Marking Schemes_Collaboration with Alize Zortuluna

Image: Collaboration with Alize Zortuluna

Marking Schemes, presented by The Red Head Gallery, an exhibition by The Drawing Board
JANUARY 12 to JANUARY 22, 2022

Due to provincial COVID-19 restrictions, Red Head Gallery was closed to the public. Updates and work by The Drawing Board can be seen on their socials.

For Marking Schemes, The Drawing Board used Red Head Gallery as a studio/laboratory over a 2-week duration, which included invited artists* to collaborate with The Drawing Board. This process was documented in time-lapse.

Drawing is a primary form of expression and visual communication that uses line, mark-making, and gesture. The medium of drawing is accessible, affordable, universal, and among environmentally sustainable forms of art making. Drawing crosses barriers in ways that support cohesion and communication and still speak critically, thoughtfully, and playfully about the ways power is constructed, transferred, and interrupted.
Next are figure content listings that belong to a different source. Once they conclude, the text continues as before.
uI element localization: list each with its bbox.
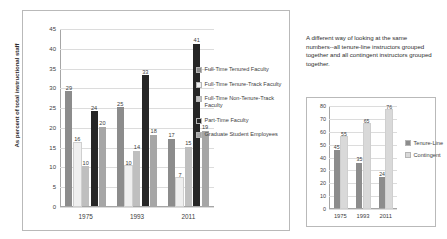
bar: 25 — [117, 107, 124, 206]
gridline — [329, 209, 397, 210]
bar-group: 35651993 — [352, 105, 375, 208]
legend-swatch-icon — [405, 152, 411, 158]
right-chart-plot-area: 01020304050607080 4555197535651993247620… — [329, 106, 397, 209]
bar: 18 — [150, 135, 157, 206]
bar: 20 — [99, 127, 106, 206]
y-tick-label: 35 — [49, 66, 56, 72]
bar-value-label: 24 — [91, 105, 97, 111]
y-tick-label: 20 — [320, 180, 326, 186]
y-tick-label: 40 — [49, 46, 56, 52]
bar-value-label: 24 — [379, 171, 385, 177]
legend-swatch-icon — [196, 96, 202, 102]
bar-value-label: 20 — [99, 120, 105, 126]
bar: 14 — [133, 151, 140, 206]
legend-swatch-icon — [196, 67, 202, 73]
left-legend-item[interactable]: Part-Time Faculty — [196, 117, 282, 124]
legend-label: Part-Time Faculty — [205, 117, 249, 124]
left-legend-item[interactable]: Full-Time Tenure-Track Faculty — [196, 81, 282, 88]
legend-label: Graduate Student Employees — [205, 131, 278, 138]
legend-label: Contingent — [414, 152, 441, 158]
x-axis-label: 1975 — [329, 213, 352, 219]
bar: 76 — [386, 110, 392, 208]
bar-value-label: 29 — [66, 85, 72, 91]
bar-group: 24762011 — [374, 105, 397, 208]
y-tick-label: 40 — [320, 155, 326, 161]
bar-value-label: 41 — [194, 37, 200, 43]
bar: 16 — [74, 143, 81, 206]
legend-label: Full-Time Tenure-Track Faculty — [205, 81, 282, 88]
bar-value-label: 33 — [142, 69, 148, 75]
bar: 10 — [125, 166, 132, 206]
x-axis-label: 1993 — [352, 213, 375, 219]
bar-value-label: 14 — [134, 144, 140, 150]
right-panel-note: A different way of looking at the same n… — [306, 34, 434, 68]
bar-value-label: 7 — [178, 172, 181, 178]
left-chart-panel: As percent of total instructional staff … — [0, 0, 296, 239]
bar-value-label: 65 — [364, 118, 370, 124]
bar: 10 — [82, 166, 89, 206]
bar-value-label: 25 — [117, 101, 123, 107]
y-tick-label: 0 — [323, 206, 326, 212]
bar: 45 — [334, 150, 340, 208]
y-tick-label: 10 — [320, 193, 326, 199]
left-legend-item[interactable]: Full-Time Tenured Faculty — [196, 66, 282, 73]
legend-label: Tenure-Line — [414, 140, 444, 146]
y-tick-label: 45 — [49, 26, 56, 32]
x-axis-label: 2011 — [374, 213, 397, 219]
y-tick-label: 50 — [320, 142, 326, 148]
bar: 17 — [168, 139, 175, 206]
bar-value-label: 76 — [386, 104, 392, 110]
bar-value-label: 15 — [185, 140, 191, 146]
right-chart-legend: Tenure-LineContingent — [405, 140, 447, 164]
right-chart-panel: A different way of looking at the same n… — [300, 0, 439, 239]
bar: 24 — [91, 111, 98, 206]
y-tick-label: 70 — [320, 116, 326, 122]
y-tick-label: 25 — [49, 105, 56, 111]
x-axis-label: 1975 — [60, 213, 111, 220]
legend-swatch-icon — [196, 118, 202, 124]
y-tick-label: 60 — [320, 129, 326, 135]
x-axis-label: 1993 — [111, 213, 162, 220]
right-legend-item[interactable]: Contingent — [405, 152, 447, 158]
bar: 7 — [176, 178, 183, 206]
y-tick-label: 20 — [49, 125, 56, 131]
left-chart-plot-area: 051015202530354045 291610242019752510143… — [60, 29, 214, 207]
left-chart-legend: Full-Time Tenured FacultyFull-Time Tenur… — [196, 66, 282, 146]
gridline — [60, 207, 214, 208]
y-tick-label: 80 — [320, 103, 326, 109]
bar: 24 — [379, 177, 385, 208]
legend-swatch-icon — [405, 140, 411, 146]
bar-value-label: 18 — [151, 128, 157, 134]
bar: 65 — [364, 124, 370, 208]
bar: 35 — [356, 163, 362, 208]
y-tick-label: 15 — [49, 145, 56, 151]
bar-group: 25101433181993 — [111, 28, 162, 206]
bar: 55 — [341, 137, 347, 208]
bar-value-label: 35 — [357, 156, 363, 162]
legend-label: Full-Time Non-Tenure-Track Faculty — [205, 95, 283, 109]
left-chart-y-axis-title: As percent of total instructional staff — [13, 36, 20, 156]
bar: 33 — [142, 75, 149, 206]
y-tick-label: 30 — [320, 167, 326, 173]
bar-value-label: 17 — [168, 132, 174, 138]
y-tick-label: 10 — [49, 164, 56, 170]
bar-value-label: 10 — [83, 160, 89, 166]
bar-group: 45551975 — [329, 105, 352, 208]
bar: 29 — [65, 91, 72, 206]
left-legend-item[interactable]: Full-Time Non-Tenure-Track Faculty — [196, 95, 282, 109]
y-tick-label: 5 — [53, 184, 56, 190]
legend-label: Full-Time Tenured Faculty — [205, 66, 269, 73]
bar-value-label: 55 — [341, 131, 347, 137]
bar-group: 29161024201975 — [60, 28, 111, 206]
right-legend-item[interactable]: Tenure-Line — [405, 140, 447, 146]
left-legend-item[interactable]: Graduate Student Employees — [196, 131, 282, 138]
bar: 15 — [185, 147, 192, 206]
y-tick-label: 30 — [49, 85, 56, 91]
legend-swatch-icon — [196, 82, 202, 88]
bar-value-label: 45 — [334, 144, 340, 150]
bar-value-label: 16 — [74, 136, 80, 142]
right-chart-frame: 01020304050607080 4555197535651993247620… — [306, 97, 436, 227]
y-tick-label: 0 — [53, 204, 56, 210]
bar-value-label: 10 — [125, 160, 131, 166]
x-axis-label: 2011 — [163, 213, 214, 220]
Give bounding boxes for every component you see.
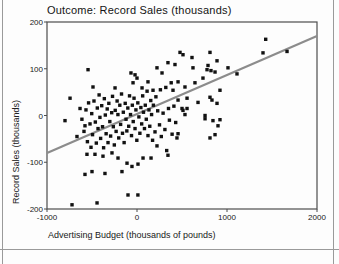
data-point [147, 108, 150, 111]
data-point [161, 111, 164, 114]
data-point [135, 139, 138, 142]
data-point [114, 130, 117, 133]
data-point [136, 101, 139, 104]
data-point [141, 94, 144, 97]
data-point [126, 106, 129, 109]
data-point [130, 165, 133, 168]
data-point [285, 50, 288, 53]
data-point [167, 107, 170, 110]
data-point [115, 99, 118, 102]
data-point [146, 80, 149, 83]
data-point [124, 118, 127, 121]
data-point [121, 132, 124, 135]
data-point [88, 122, 91, 125]
data-point [155, 66, 158, 69]
x-tick-label: 0 [117, 213, 157, 222]
data-point [172, 104, 175, 107]
data-point [174, 121, 177, 124]
data-point [168, 118, 171, 121]
data-point [109, 134, 112, 137]
data-point [203, 114, 206, 117]
data-point [176, 80, 179, 83]
data-point [151, 89, 154, 92]
data-point [97, 93, 100, 96]
data-point [83, 173, 86, 176]
y-axis-label: Record Sales (thousands) [11, 92, 21, 212]
data-point [85, 153, 88, 156]
data-point [101, 125, 104, 128]
data-point [201, 76, 204, 79]
data-point [173, 63, 176, 66]
data-point [133, 127, 136, 130]
data-point [143, 127, 146, 130]
data-point [163, 128, 166, 131]
data-point [166, 61, 169, 64]
data-point [213, 133, 216, 136]
data-point [122, 141, 125, 144]
data-point [110, 151, 113, 154]
x-tick-label: 2000 [297, 213, 337, 222]
data-point [151, 139, 154, 142]
data-point [261, 51, 264, 54]
data-point [209, 69, 212, 72]
data-point [63, 119, 66, 122]
data-point [196, 101, 199, 104]
data-point [150, 113, 153, 116]
data-point [264, 38, 267, 41]
data-point [208, 136, 211, 139]
data-point [86, 140, 89, 143]
data-point [120, 92, 123, 95]
data-point [140, 122, 143, 125]
y-tick-label: 200 [13, 18, 43, 27]
data-point [235, 72, 238, 75]
data-point [96, 127, 99, 130]
data-point [135, 76, 138, 79]
data-point [110, 111, 113, 114]
data-point [100, 104, 103, 107]
data-point [141, 156, 144, 159]
data-point [80, 118, 83, 121]
data-point [183, 85, 186, 88]
data-point [101, 154, 104, 157]
data-point [125, 129, 128, 132]
data-point [176, 98, 179, 101]
data-point [171, 89, 174, 92]
data-point [160, 135, 163, 138]
data-point [93, 153, 96, 156]
data-point [118, 104, 121, 107]
data-point [111, 95, 114, 98]
data-point [103, 172, 106, 175]
data-point [208, 96, 211, 99]
data-point [155, 144, 158, 147]
data-point [127, 125, 130, 128]
data-point [134, 108, 137, 111]
data-point [211, 119, 214, 122]
data-point [68, 97, 71, 100]
data-point [82, 130, 85, 133]
data-point [91, 85, 94, 88]
data-point [175, 136, 178, 139]
data-point [75, 135, 78, 138]
x-axis-label: Advertising Budget (thousands of pounds) [48, 230, 216, 240]
x-tick-label: -1000 [27, 213, 67, 222]
data-point [165, 149, 168, 152]
data-point [205, 68, 208, 71]
data-point [180, 107, 183, 110]
data-point [191, 66, 194, 69]
data-point [203, 117, 206, 120]
data-point [139, 106, 142, 109]
data-point [129, 113, 132, 116]
data-point [154, 95, 157, 98]
data-point [91, 133, 94, 136]
data-point [213, 70, 216, 73]
data-point [86, 68, 89, 71]
data-point [108, 120, 111, 123]
data-point [183, 113, 186, 116]
data-point [216, 124, 219, 127]
scatter-plot [0, 0, 339, 264]
data-point [94, 120, 97, 123]
data-point [112, 125, 115, 128]
data-point [193, 81, 196, 84]
data-point [114, 109, 117, 112]
slide-canvas: Outcome: Record Sales (thousands) -10000… [0, 0, 339, 264]
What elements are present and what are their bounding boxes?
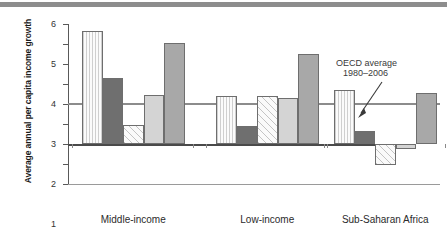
- bar: [144, 95, 165, 144]
- y-tick: 5: [63, 44, 68, 45]
- group-tick: [193, 144, 194, 148]
- oecd-annotation-line2: 1980–2006: [343, 68, 388, 79]
- bar: [82, 31, 103, 144]
- bar: [164, 43, 185, 144]
- oecd-annotation-arrow: [352, 80, 388, 122]
- bar: [416, 93, 437, 144]
- y-tick-label: 2: [51, 179, 56, 189]
- bar: [103, 78, 124, 144]
- bar: [396, 144, 417, 149]
- y-tick: −2: [63, 184, 68, 185]
- group-tick: [445, 144, 446, 148]
- y-tick: 3: [63, 84, 68, 85]
- y-tick-label: 5: [51, 59, 56, 69]
- category-label: Low-income: [240, 214, 294, 225]
- y-tick-label: 6: [51, 19, 56, 29]
- bar: [257, 96, 278, 144]
- y-tick-label: 1: [51, 219, 56, 229]
- bar: [216, 96, 237, 144]
- zero-baseline: [68, 144, 406, 146]
- bar: [237, 126, 258, 144]
- y-tick: 4: [63, 64, 68, 65]
- category-label: Middle-income: [101, 214, 166, 225]
- chart-figure: Average annual per capita income growth …: [0, 0, 447, 241]
- y-tick: −1: [63, 164, 68, 165]
- bar: [278, 98, 299, 144]
- y-tick-label: 3: [51, 139, 56, 149]
- y-tick-label: 4: [51, 99, 56, 109]
- group-tick: [206, 144, 207, 148]
- page-top-rule: [0, 2, 447, 7]
- group-tick: [72, 144, 73, 148]
- bar: [123, 125, 144, 144]
- x-axis-line: [68, 184, 440, 185]
- group-tick: [327, 144, 328, 148]
- group-tick: [324, 144, 325, 148]
- y-tick: 6: [63, 24, 68, 25]
- bar: [375, 144, 396, 165]
- category-label: Sub-Saharan Africa: [342, 214, 429, 225]
- bar: [355, 131, 376, 144]
- bar: [298, 54, 319, 144]
- y-tick: 1: [63, 124, 68, 125]
- y-axis-title: Average annual per capita income growth: [23, 11, 33, 191]
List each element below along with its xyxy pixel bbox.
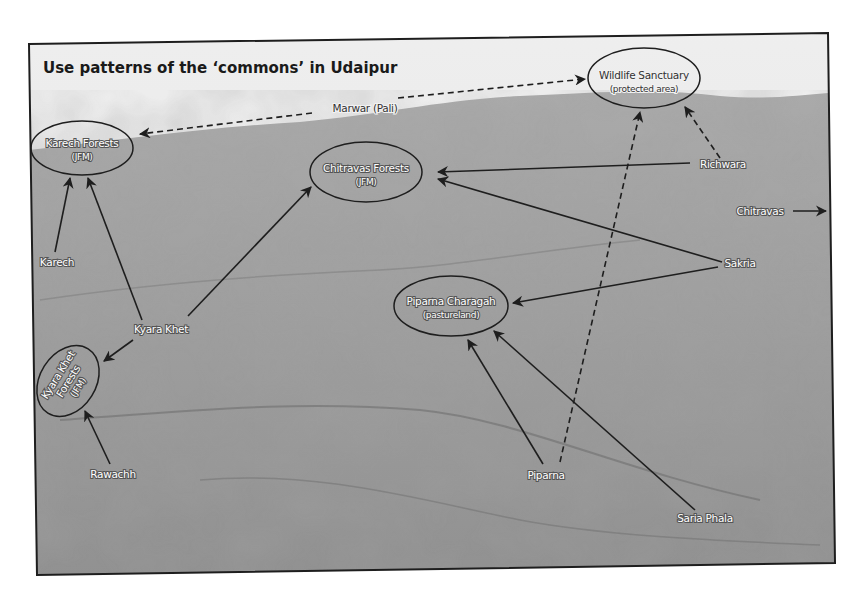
commons-use-diagram: Use patterns of the ‘commons’ in Udaipur… — [0, 0, 859, 602]
label-chitravas-forests-type: (JFM) — [355, 177, 376, 187]
label-karech-forests: Karech Forests — [46, 137, 119, 149]
village-chitravas: Chitravas — [736, 205, 783, 217]
village-saria-phala: Saria Phala — [677, 512, 733, 524]
label-piparna-charagah: Piparna Charagah — [407, 295, 496, 307]
label-wildlife-sanctuary-type: (protected area) — [610, 84, 679, 94]
label-wildlife-sanctuary: Wildlife Sanctuary — [599, 69, 689, 81]
label-piparna-charagah-type: (pastureland) — [423, 310, 480, 320]
village-rawachh: Rawachh — [90, 468, 136, 480]
village-richwara: Richwara — [700, 158, 746, 170]
label-chitravas-forests: Chitravas Forests — [323, 162, 409, 174]
village-kyara-khet: Kyara Khet — [134, 323, 188, 335]
village-piparna: Piparna — [527, 469, 564, 481]
diagram-title: Use patterns of the ‘commons’ in Udaipur — [43, 59, 398, 77]
village-karech: Karech — [40, 256, 74, 268]
label-karech-forests-type: (JFM) — [71, 152, 92, 162]
village-marwar: Marwar (Pali) — [333, 102, 398, 114]
village-sakria: Sakria — [724, 257, 755, 269]
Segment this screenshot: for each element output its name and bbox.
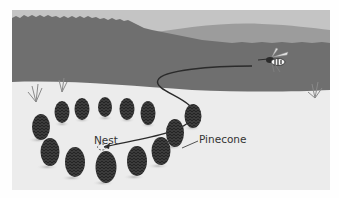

Collaborative mark-making promotes empathy and shared experiences of making. Drawing as practice opens intuitive, creative, and lateral thinking processes that are necessary to offset the rigidity of institutional culture of policies and regulations, which faculty and artists engage as cultural workers within institutions. Institutional practices and administrative mindsets impact students' creativity and, in turn, their artwork. Institutional practices increasingly shape cultural dialogue and the wider cultural landscape. These cycles of formalized artmaking recirculate among cultural institutions. Institutional commitments intended to implement diversity and inclusion risk becoming the very barriers to knowledge-creation and structural change they were designed to address. With an aim toward building more inclusive contexts in the colonized spaces of academia, the Drawing Board engages artistic methodology and institutional critique to promote systemic change.

The Drawing Board would like to acknowledge the generous support from the Canada Council for the Arts.

*PARTICIPATING ARTISTS
Amanda Burk
Erin Finley
Heather Frise
Nichola Feldman-Kiss
Julius Poncelet Manapul
Lyla Rye
Jennifer Wigmore
Amy Wong
Alize Zorlutuna

The exhibition is now over; however, our Instagram page is up to date and because it was always an online experience, the work lives on virtually. 

Drawing Board Website:
https://thedrawingboard.format.com/

Drawing Board Instagram:
https://www.instagram.com/thedrawingboard.to/

Red Head Gallery link:
https://www.redheadgallery.org/marking-schemes

BIOGRAPHY
The Drawing Board is a collaborative artists group comprised of artist-educators Natalie Majaba Waldburger, Amy Swartz and JJ Lee, exploring the intersection of process, labour, drawing and performance. Our creative dialogue seeks to investigate the complexities of work and working relationships in the context of the institute. The artwork examines the role of drawing, creativity and collaboration mediated by institutional structures while simultaneously examining the historicized construction of racialized and gendered identity in the colonized space.